We get, for example, that Dalal is an impassioned journalist, completely convinced about the veracity of her story, but would she have responded quite as abrasively to an editor? (The bits featuring the legendary R Laxman wandering about the Times building are a delight, though). You wouldn’t even have noticed these very minor things in any other series, precisely because they are so minor, but they show up in contrast only because the rest of it is so spot on.

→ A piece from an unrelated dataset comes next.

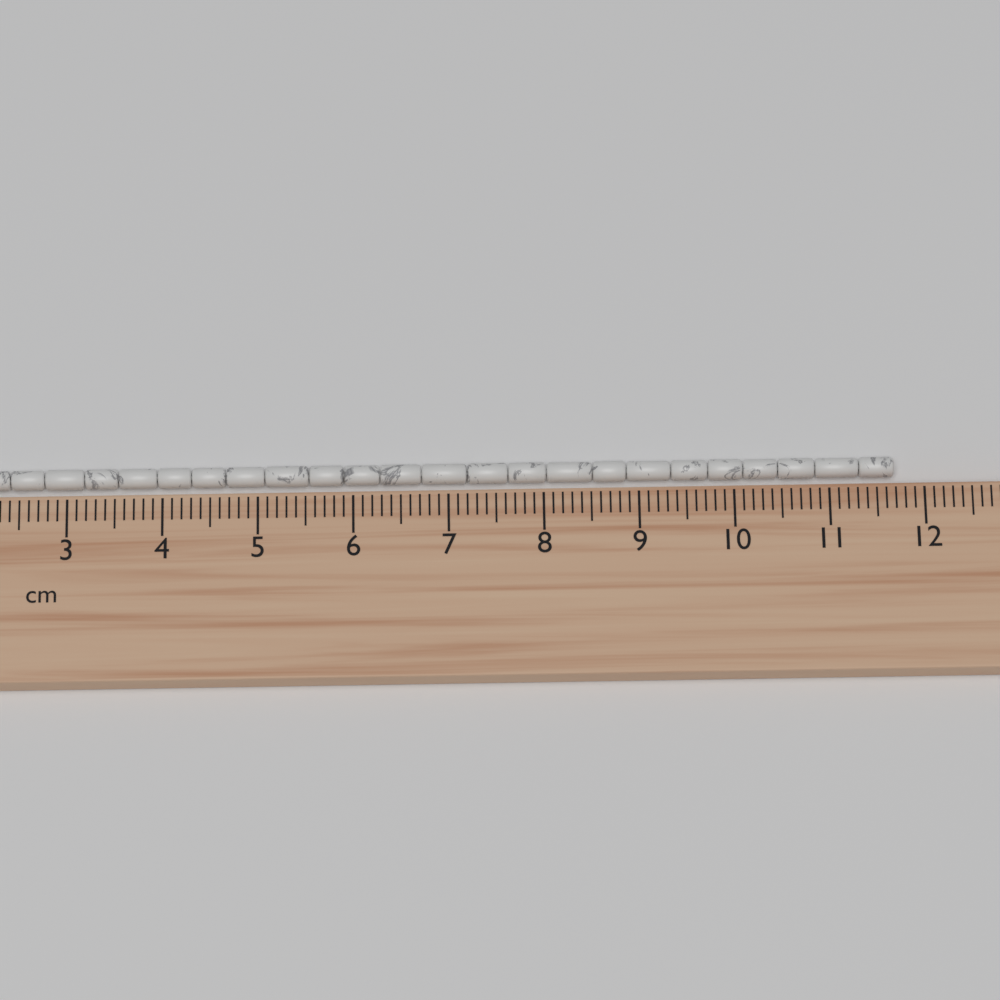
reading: 11.7 cm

Dhanwanthary is believable. As is the actor playing Basu. There are other excellent casting choices. K K Raina as the complicit bankman, Nikhil Dwivedi as the smooth-talking ‘foreign’ banker who hates the brash Mehta’s guts, calling him a ‘b—y paanwala’, Satish Kaushik as the old-style uncouth moneybags who owns the floor, Rajat Kapoor as the CBI officer who curses as fluently as he uses his fists, and many others. But the series never strays too far from Mehta, the rag-to-riches broker who aroused equal doses of envy and admiration amongst his fans and detractors alike, and is played with absolute conviction by Pratik Gandhi.
The series starts in the 80s, and takes us till 2000, and we see Gandhi growing older, his face lined, his hair grey. But his attitude never changes: he is the ‘Amitabh Bachchan’ of the stock market, and as he likes to say, ‘Harshad ka raj ma, toh market majaa ma’. Bachchan’s name crops up at frequent intervals, clearly drawing our attention to the fact that if one were a screen superhero, the other was the hero of the common man.
The Hansal Mehta directed series (Jay Mehta gets a co-direction credit) does a smart balancing act, never quite tipping over into Harshad adulation, nor showing him as an unmitigated villain. What we get is a full-bodied, fully fleshed-out, complex individual, so much a man of his time and place and circumstance and skills, and just for that this series is a winner.
If you ask them straight-up, people who were covering the Harshad Mehta story at the time will stop short of calling him a crook (which he plainly was: what else do you call someone who bends all the rules, and does clearly illegal stuff to line his own coffers?). What they will say is that he was a smart man who did what he could to fulfil his dreams, while managing to convince himself and the pliant men who should have known better, as well as those who had their eye on the main chance, that what he was doing wasn’t exactly wrong, it was just taking advantage of the loopholes of the system, which anyway needed an overhaul.
A prestigious business magazine cover at the height of Mehta’s seemingly unstoppable run of the market, called him ‘The Raging Bull’. The accompanying story sounded as dazzled by him as was the general ‘junta’. What everyone forgot that a rise always comes before a mighty fall. And finally, that’s what it was, a cautionary tale: greed is not always good.